ABSTRACT
Learning how to boost collective imagination and creativity is a key component in transformative processes supporting community-based natural resource management (CBNRM). The use of the arts in such contexts is becoming a prominent methodological approach in strategies aimed at opening new spaces for public dialogue and reflection. The arts play a decisive role in sense-making and especially in establishing meaningful and emotional connections between individuals and their broader socioecological systems. This article explores the contribution of “conservation theatre” to sustainability learning and to the integration and mobilization of multiple knowledge actors for CBNRM. We focus on an experience in a Mexican community using participatory theatre with young people. Our experience illustrates that conservation theatre helped raise awareness of local conservation issues and contributed to opening nonconventional, aesthetically rich spaces for new ways of social interaction, diversity recognition, and empathic dialogues. It also showed limitations suggesting the importance of further work.
Acknowledgments
We thank all the crew who participated in the process and made it possible: Sofía Molina, Yurixhi Ochoa, Diana Manrique, Fabian R. Medina (ECA team); Miriam, Betsy, and Yuni (Cherán crew) and Graciela Martínez and Arnim Scheidel (audiovisual team). Special thanks to the Consejo de Bienes Comunales, Consejo Mayor, the COBAEM members, and Tata Trini and his family. We also thank Dr. Louis Lemkow for his thorough review and support as co-supervisor, and the anonymous reviewers, who greatly contributed to improving the text. More generally, thanks to the dignified people of Cherán.
Notes
1In this article we refer to “space” not only as a particular physical location but also as the more general space in which social interactions take place. Related to the political concept of “arena,” such spaces may include interactions and encounters that relate to the mobilization of resources and identity of Cherán’s community.

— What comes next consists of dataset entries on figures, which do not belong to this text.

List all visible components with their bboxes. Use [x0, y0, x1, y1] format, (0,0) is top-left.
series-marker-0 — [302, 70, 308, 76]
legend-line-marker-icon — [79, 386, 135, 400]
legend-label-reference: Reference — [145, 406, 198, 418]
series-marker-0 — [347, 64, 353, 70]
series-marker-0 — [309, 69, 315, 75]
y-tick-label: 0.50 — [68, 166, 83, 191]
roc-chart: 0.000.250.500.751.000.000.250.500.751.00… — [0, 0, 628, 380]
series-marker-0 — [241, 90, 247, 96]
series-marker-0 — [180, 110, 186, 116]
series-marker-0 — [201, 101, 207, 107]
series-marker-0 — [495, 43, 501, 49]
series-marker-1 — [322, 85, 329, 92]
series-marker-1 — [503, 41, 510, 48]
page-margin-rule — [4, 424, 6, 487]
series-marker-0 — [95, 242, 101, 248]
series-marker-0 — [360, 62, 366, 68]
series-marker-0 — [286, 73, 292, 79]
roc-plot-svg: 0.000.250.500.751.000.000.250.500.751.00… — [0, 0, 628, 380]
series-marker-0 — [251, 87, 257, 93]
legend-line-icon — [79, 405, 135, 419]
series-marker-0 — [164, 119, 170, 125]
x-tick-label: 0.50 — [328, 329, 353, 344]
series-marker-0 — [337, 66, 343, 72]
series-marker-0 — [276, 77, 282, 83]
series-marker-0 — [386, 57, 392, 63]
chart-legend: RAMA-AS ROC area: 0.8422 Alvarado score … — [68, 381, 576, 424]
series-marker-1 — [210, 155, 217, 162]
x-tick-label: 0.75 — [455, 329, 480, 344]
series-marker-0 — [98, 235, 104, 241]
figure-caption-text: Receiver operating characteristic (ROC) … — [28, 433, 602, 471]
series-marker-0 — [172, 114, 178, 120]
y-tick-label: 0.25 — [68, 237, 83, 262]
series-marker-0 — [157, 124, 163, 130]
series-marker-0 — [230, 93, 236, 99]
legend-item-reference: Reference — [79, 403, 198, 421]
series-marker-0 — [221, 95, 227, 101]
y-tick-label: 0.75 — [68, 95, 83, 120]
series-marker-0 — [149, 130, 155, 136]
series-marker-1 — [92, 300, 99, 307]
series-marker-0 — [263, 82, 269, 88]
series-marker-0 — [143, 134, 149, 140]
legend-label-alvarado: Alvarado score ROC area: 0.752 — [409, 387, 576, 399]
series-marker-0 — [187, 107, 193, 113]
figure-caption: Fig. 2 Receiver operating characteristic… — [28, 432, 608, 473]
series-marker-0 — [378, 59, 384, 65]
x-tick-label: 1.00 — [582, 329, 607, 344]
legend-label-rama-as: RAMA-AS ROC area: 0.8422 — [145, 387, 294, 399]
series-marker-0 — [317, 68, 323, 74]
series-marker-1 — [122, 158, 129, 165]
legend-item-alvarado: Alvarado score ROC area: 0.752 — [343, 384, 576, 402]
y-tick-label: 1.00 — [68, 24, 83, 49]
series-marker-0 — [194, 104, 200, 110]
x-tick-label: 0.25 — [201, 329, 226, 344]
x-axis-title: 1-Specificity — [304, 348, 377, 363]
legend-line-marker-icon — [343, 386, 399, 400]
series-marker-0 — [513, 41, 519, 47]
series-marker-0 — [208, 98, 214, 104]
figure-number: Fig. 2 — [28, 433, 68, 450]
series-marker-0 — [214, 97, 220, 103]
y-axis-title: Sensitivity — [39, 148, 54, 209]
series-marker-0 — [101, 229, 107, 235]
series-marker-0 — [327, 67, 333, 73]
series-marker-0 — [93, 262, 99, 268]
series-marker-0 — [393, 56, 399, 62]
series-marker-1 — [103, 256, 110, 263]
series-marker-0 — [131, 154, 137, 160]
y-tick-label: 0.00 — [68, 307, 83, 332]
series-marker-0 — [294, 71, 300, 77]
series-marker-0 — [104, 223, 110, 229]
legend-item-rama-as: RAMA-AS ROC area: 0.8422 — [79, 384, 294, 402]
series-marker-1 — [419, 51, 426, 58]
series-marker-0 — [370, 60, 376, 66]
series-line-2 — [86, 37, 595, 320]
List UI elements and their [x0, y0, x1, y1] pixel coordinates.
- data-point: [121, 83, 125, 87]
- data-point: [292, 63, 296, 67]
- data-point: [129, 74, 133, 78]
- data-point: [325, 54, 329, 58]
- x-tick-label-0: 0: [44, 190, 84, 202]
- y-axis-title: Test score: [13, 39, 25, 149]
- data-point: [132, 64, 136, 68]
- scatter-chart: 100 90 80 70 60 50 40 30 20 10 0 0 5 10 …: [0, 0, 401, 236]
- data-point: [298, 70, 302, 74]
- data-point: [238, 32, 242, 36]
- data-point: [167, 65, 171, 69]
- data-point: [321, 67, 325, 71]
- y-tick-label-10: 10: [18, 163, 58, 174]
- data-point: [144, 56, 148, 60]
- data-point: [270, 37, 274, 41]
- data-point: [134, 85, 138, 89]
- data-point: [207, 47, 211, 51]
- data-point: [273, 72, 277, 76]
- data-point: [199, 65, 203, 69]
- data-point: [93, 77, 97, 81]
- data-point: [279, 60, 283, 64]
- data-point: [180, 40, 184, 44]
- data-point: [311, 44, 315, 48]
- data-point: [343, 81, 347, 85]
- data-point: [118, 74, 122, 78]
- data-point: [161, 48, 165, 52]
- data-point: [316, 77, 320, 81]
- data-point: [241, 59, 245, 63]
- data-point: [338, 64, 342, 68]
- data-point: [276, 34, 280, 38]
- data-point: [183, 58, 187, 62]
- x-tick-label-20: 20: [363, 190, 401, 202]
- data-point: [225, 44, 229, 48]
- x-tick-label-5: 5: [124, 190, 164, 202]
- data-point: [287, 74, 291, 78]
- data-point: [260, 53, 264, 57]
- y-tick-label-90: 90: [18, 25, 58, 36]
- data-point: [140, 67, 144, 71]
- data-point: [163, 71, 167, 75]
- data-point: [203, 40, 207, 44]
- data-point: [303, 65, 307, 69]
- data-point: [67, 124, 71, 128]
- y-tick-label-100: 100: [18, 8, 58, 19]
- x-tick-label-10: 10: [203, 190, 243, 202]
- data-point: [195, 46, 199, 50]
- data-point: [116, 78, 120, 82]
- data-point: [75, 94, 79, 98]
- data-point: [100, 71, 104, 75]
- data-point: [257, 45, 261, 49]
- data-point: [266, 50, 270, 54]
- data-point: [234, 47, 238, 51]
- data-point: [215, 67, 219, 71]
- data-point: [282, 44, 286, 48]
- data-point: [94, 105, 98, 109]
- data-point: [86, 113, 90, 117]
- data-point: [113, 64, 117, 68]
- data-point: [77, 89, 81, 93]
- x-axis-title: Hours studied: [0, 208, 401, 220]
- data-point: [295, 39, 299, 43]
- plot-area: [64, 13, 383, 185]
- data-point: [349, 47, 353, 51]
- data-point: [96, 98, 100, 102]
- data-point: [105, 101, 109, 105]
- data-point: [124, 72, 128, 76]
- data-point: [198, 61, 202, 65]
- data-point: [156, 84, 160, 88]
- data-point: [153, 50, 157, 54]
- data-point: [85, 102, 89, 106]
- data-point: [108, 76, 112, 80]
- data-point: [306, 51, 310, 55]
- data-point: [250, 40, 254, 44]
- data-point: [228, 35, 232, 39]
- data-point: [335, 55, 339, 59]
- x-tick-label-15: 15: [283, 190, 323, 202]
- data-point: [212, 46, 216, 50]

2By knowledge actors we understand those holders of different kinds of relevant knowledge who can be mobilized towardsan explicit end and become “actors” contributing to community reflexivity and learning.

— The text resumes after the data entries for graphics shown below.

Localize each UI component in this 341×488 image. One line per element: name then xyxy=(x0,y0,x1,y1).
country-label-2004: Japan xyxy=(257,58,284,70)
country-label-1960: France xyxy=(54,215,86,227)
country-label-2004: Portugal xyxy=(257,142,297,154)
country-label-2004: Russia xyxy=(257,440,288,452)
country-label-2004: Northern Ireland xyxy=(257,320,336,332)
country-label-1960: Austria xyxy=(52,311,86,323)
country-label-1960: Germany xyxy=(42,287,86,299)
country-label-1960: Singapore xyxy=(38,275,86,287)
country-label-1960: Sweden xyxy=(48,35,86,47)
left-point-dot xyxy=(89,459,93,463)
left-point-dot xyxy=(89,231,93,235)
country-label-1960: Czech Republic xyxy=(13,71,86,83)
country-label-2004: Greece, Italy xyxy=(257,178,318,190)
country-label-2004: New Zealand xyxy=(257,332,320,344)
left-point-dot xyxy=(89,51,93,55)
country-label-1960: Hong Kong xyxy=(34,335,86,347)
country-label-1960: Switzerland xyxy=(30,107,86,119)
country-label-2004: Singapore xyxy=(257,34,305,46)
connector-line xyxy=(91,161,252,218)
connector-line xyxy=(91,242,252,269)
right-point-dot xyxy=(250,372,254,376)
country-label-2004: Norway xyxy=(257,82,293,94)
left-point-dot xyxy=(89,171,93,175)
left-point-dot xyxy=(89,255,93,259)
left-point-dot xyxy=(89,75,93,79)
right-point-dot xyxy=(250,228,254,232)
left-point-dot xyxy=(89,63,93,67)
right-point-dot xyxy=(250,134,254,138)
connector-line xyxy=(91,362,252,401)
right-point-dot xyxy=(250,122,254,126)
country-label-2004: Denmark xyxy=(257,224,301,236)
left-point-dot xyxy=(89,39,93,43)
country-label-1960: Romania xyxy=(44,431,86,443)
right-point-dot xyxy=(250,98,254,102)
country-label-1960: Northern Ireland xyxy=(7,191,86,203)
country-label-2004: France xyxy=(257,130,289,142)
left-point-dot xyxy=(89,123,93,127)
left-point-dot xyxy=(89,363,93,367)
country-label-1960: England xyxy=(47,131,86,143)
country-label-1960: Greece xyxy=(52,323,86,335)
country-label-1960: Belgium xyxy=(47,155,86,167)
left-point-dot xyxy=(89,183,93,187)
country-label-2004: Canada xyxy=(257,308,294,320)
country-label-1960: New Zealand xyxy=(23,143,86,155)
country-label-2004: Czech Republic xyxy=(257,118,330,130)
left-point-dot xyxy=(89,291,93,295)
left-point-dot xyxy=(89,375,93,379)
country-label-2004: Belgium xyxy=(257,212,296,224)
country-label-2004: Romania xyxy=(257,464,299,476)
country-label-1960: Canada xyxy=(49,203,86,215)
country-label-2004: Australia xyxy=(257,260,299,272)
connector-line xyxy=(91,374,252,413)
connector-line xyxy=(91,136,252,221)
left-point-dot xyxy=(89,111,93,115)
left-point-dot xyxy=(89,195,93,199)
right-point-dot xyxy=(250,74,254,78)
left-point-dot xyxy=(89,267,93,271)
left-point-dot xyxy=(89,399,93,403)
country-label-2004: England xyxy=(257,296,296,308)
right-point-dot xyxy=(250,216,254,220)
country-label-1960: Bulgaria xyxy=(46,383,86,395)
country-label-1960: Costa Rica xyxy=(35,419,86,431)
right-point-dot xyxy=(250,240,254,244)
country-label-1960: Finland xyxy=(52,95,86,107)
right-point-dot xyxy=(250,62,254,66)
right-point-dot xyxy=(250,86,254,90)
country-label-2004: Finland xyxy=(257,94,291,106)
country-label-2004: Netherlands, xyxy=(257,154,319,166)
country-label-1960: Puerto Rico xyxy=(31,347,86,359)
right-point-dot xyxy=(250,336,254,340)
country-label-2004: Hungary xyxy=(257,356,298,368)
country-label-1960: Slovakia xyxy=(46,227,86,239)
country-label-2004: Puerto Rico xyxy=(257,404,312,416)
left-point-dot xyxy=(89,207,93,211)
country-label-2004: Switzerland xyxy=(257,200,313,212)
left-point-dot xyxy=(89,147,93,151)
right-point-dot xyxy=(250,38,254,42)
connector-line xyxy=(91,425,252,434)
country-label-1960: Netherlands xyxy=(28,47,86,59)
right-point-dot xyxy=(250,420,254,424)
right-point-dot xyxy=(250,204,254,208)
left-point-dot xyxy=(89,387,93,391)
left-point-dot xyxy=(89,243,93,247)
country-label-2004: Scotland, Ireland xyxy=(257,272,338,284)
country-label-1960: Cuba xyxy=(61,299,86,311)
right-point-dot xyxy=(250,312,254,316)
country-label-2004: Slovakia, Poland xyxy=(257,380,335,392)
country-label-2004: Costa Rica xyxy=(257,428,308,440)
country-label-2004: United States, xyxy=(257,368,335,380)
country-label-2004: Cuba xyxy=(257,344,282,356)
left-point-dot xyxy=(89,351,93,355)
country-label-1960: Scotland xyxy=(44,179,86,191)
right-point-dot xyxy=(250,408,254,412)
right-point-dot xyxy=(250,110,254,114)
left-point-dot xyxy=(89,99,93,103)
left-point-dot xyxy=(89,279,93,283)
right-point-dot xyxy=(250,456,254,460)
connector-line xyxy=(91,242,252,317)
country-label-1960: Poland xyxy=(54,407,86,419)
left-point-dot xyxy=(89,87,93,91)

3Central to ABR is the concept of aesthetics. Acknowledging the complexity of such a concept, in this article we use an operational definition including both “aesthetic elements” (Knowles and Cole Citation2008), the basic principles characterizing an art form (e.g., form and composition, internal consistency, clarity, evocation, resonance), and “aesthetic experience” (Dewey Citation2008), the resulting experience of the creation of or interaction with an artwork, potentially conducive to new meanings and perceptions.

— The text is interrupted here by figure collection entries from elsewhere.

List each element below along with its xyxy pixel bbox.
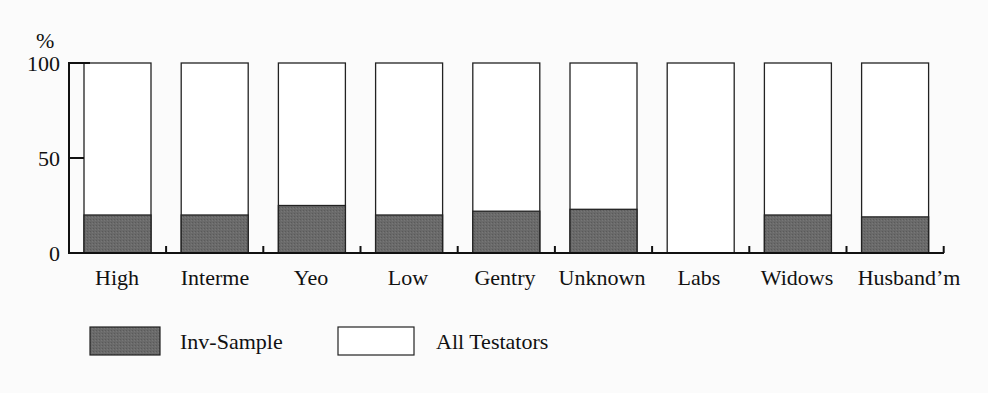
legend-label-all-testators: All Testators [436,329,548,354]
x-label-yeo: Yeo [294,265,328,290]
chart: % 100 50 0 High Interme Yeo Low Gentry U… [0,0,988,393]
bar-inv-sample [764,215,831,253]
bar-all-testators [667,63,734,253]
bar-inv-sample [376,215,443,253]
x-label-widows: Widows [761,265,833,290]
bar-inv-sample [84,215,151,253]
y-unit-label: % [36,28,54,53]
bar-inv-sample [181,215,248,253]
x-label-gentry: Gentry [474,265,535,290]
x-label-interme: Interme [181,265,249,290]
bar-inv-sample [570,209,637,253]
legend-swatch-all-testators [338,327,414,355]
bar-inv-sample [278,206,345,254]
y-tick-label-100: 100 [27,51,60,76]
legend-swatch-inv-sample [90,327,160,355]
bar-inv-sample [473,211,540,253]
x-label-labs: Labs [678,265,721,290]
x-label-unknown: Unknown [559,265,646,290]
bar-inv-sample [862,217,929,253]
y-tick-label-50: 50 [38,146,60,171]
y-tick-label-0: 0 [49,241,60,266]
x-label-high: High [95,265,139,290]
legend-label-inv-sample: Inv-Sample [180,329,283,354]
x-label-husbandm: Husband’m [858,265,961,290]
x-label-low: Low [388,265,428,290]
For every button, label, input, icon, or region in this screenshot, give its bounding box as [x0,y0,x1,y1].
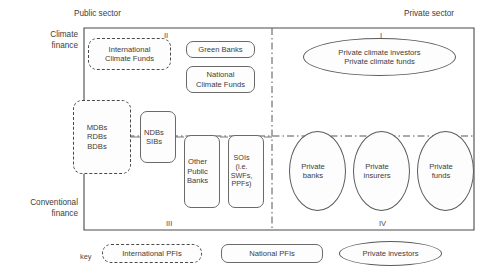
node-private-insurers-line2: insurers [363,171,390,180]
node-private-banks-label: Private banks [301,162,325,181]
node-private-funds-line2: funds [432,171,451,180]
node-sois-line1: SOIs [234,153,250,162]
node-sois-label: SOIs (i.e. SWFs, PPFs) [231,154,253,189]
key-title: key [80,252,92,261]
node-other-public-banks-line2: Public [187,167,208,176]
node-private-funds-label: Private funds [429,162,453,181]
node-green-banks[interactable]: Green Banks [186,41,255,58]
key-item-national-pfis[interactable]: National PFIs [221,244,323,263]
node-private-climate-investors[interactable]: Private climate investors Private climat… [303,38,456,76]
key-item-private-investors[interactable]: Private investors [339,241,442,266]
node-private-banks-line2: banks [303,171,323,180]
key-item-international-pfis[interactable]: International PFIs [102,244,202,263]
climate-finance-axis-label: Climate finance [8,30,78,51]
node-national-climate-funds-line1: National [207,70,235,79]
quadrant-label-iii: III [166,219,172,228]
node-ndbs-sibs-line2: SIBs [146,137,162,146]
quadrant-label-iv: IV [379,219,386,228]
node-international-climate-funds-label: International Climate Funds [105,45,154,64]
node-sois-line2: (i.e. [236,162,248,171]
node-international-climate-funds[interactable]: International Climate Funds [88,38,171,70]
node-international-climate-funds-line1: International [109,45,151,54]
conventional-finance-axis-label-line1: Conventional [2,198,78,209]
key-item-international-pfis-label: International PFIs [122,249,182,258]
node-national-climate-funds[interactable]: National Climate Funds [186,66,255,93]
public-sector-label: Public sector [74,9,121,18]
node-private-climate-investors-label: Private climate investors Private climat… [338,48,420,67]
node-national-climate-funds-line2: Climate Funds [196,80,245,89]
node-mdbs-rdbs-bdbs-line1: MDBs [87,123,108,132]
private-sector-label: Private sector [404,9,454,18]
node-sois[interactable]: SOIs (i.e. SWFs, PPFs) [228,135,264,208]
key-item-national-pfis-label: National PFIs [249,249,295,258]
node-mdbs-rdbs-bdbs-line2: RDBs [87,132,107,141]
node-ndbs-sibs[interactable]: NDBs SIBs [140,111,176,163]
node-other-public-banks-line1: Other [188,157,207,166]
node-sois-line3: SWFs, [231,171,253,180]
node-mdbs-rdbs-bdbs[interactable]: MDBs RDBs BDBs [73,100,131,174]
node-private-climate-investors-line2: Private climate funds [344,57,414,66]
node-ndbs-sibs-label: NDBs SIBs [144,128,164,147]
node-sois-line4: PPFs) [232,179,252,188]
node-private-funds-line1: Private [429,162,453,171]
node-private-insurers-line1: Private [365,162,389,171]
conventional-finance-axis-label: Conventional finance [2,198,78,219]
node-private-insurers-label: Private insurers [363,162,390,181]
node-mdbs-rdbs-bdbs-label: MDBs RDBs BDBs [87,123,108,151]
node-mdbs-rdbs-bdbs-line3: BDBs [87,142,106,151]
key-item-private-investors-label: Private investors [362,249,418,258]
conventional-finance-axis-label-line2: finance [2,209,78,220]
climate-finance-axis-label-line1: Climate [8,30,78,41]
node-international-climate-funds-line2: Climate Funds [105,54,154,63]
node-other-public-banks-line3: Banks [187,176,208,185]
node-ndbs-sibs-line1: NDBs [144,128,164,137]
node-private-climate-investors-line1: Private climate investors [338,48,420,57]
climate-finance-axis-label-line2: finance [8,41,78,52]
node-green-banks-label: Green Banks [198,45,242,54]
node-private-funds[interactable]: Private funds [417,131,474,211]
node-national-climate-funds-label: National Climate Funds [196,70,245,89]
node-private-insurers[interactable]: Private insurers [353,131,410,211]
node-private-banks[interactable]: Private banks [289,131,346,211]
node-private-banks-line1: Private [301,162,325,171]
node-other-public-banks[interactable]: Other Public Banks [184,135,220,208]
node-other-public-banks-label: Other Public Banks [187,157,208,185]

4The process was supported by two researchers from the Mexican environmental nongovernmental organization (NGO) alongside a team of five volunteers from in and outside the community.
5Nevertheless, the findings of this article focus only on the theatrical process, since each workshop had independent research objectives and evaluation approaches.
6Targeted at participants of the whole performative process (theatrical workshop and performances), to guaranty a complete vision of the process.
7See for instance: Evaluation Toolbox (http://evaluationtoolbox.net.au/index.php?option=com_content&view=article&id=38:dartboard&catid=19:formative-evaluation-tools&Itemid=145).
8Quotes from workshop participants are referred to by their name, while for audience members we use a number preceded by the letter A.
9For instance, state legal definitions of community membership often only recognize the head of the family’s participatory rights. This situation is slowly changing in Cherán thanks to its assembly governance system.